Other related enhancements include a 20x performance improvement in Aurora-optimized vector reads. Also, SageMaker introduced Distributed Training with HyperPod, which addresses the issue of failure during long-running training jobs. Training jobs can run for days or weeks and involve hundreds of machines. Hardware failures at the scale can seriously affect a training job's success rate. HyperPod provides automatic checkpointing, which reduces the impact of machine failures.

Summary

These really are very early days, and we are just beginning to see the sort of possible new applications. Toyota showed an application which ingested a car’s owner’s manual into a model and then allowed a driver to use human speech to ask questions such as “what does that indicator light mean?”. These are uses that would not have been possible or even imagined a small number of months ago.

In another example, we were shown a system that could synthesize airline travel data such as lost luggage, flight delays and bad weather and make intelligent decisions and predictions using a combination of manual actions and Zero-ETL pipelines.
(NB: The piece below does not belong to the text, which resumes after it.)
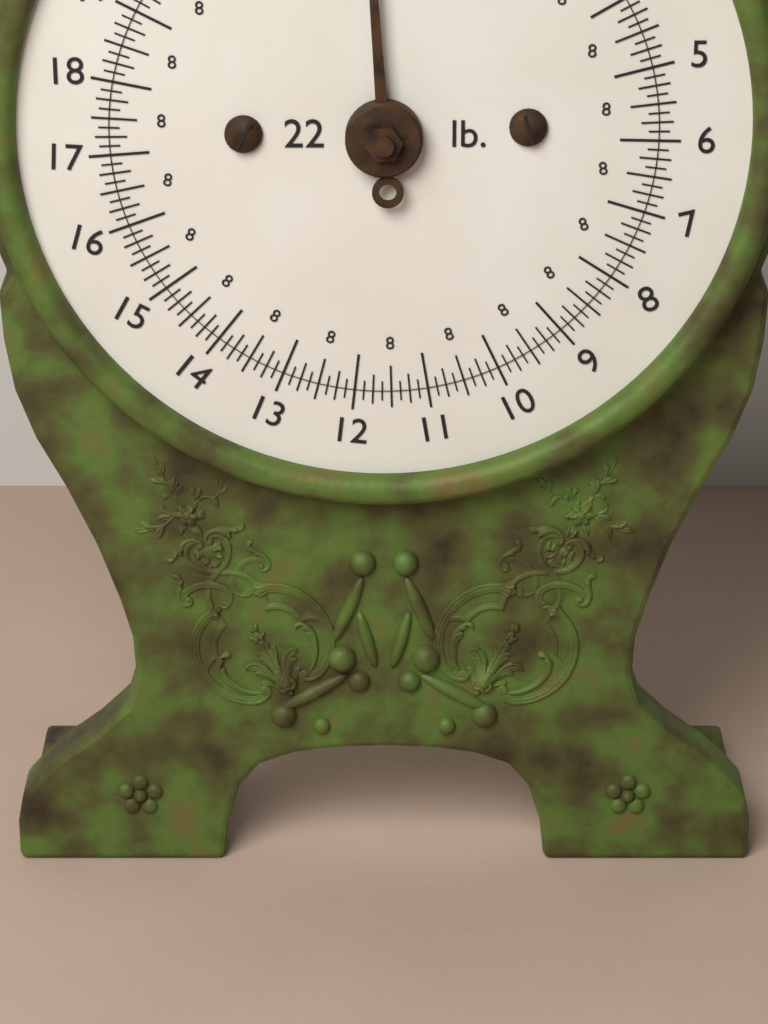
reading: 0.000 lb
Emphasizing the ability of GenAI to help the human condition, we learned of a program that uses GenAI to allow doctors facing an overwhelming number of cancer patients to treat them more efficiently.

Swami returned to the GenAI + Data + Humans theme at the close as he showed a rainforest ecosystem and how various birds and animals interact to create a whole ecosystem. He said that humans and AI could and should create a similar system and that AWS was proud to be one of the companies leading the way.

Swami continued to talk about the human side of things by discussing AWS’s education programs with partners such as Udacity. He said that soft skills would be part of the great skill revolution in the field.

Conclusion

AWS is well-positioned to push the bounds of what GenAI can do while keeping humans in the loop. Some people fear that GenAI will replace or eliminate jobs, but a brighter possibility is that we evolve, along with the software, to do greater and more impactful things. An example of that is PartyRock, a Bedrock playground. Without even needing an AWS account, you can use a fun and intuitive user interface to explore the GenAI and create real applications that can be shared.

Cloud Technology
Khobaib Zaamout

Khobaib Zaamout

Dr. Khobaib Zaamout is the Principal Architect for AI Strategy at Caylent, where his main focus lies in AIML and Generative AI. He brings a solid background with over ten years of experience in software, Data, and AIML. Khobaib has earned a master's in Machine Learning and holds a doctorate in Data Science. His professional journey also involves extensive consulting, solutioning, and leadership roles. Based in Chestermere, Alberta, Canada, Khobaib enjoys a laid-back life. Outside of work, he likes cooking for his family and friends and finds relaxation in camping trips to the Rocky Mountains.

View Khobaib's articles
Brian Tarbox

Brian Tarbox

Brian is an AWS Community Hero, Alexa Champion, runs the Boston AWS User Group, has ten US patents and a bunch of certifications. He's also part of the New Voices mentorship program where Heros teach traditionally underrepresented engineers how to give presentations. He is a private pilot, a rescue scuba diver and got his Masters in Cognitive Psychology working with bottlenosed dolphins.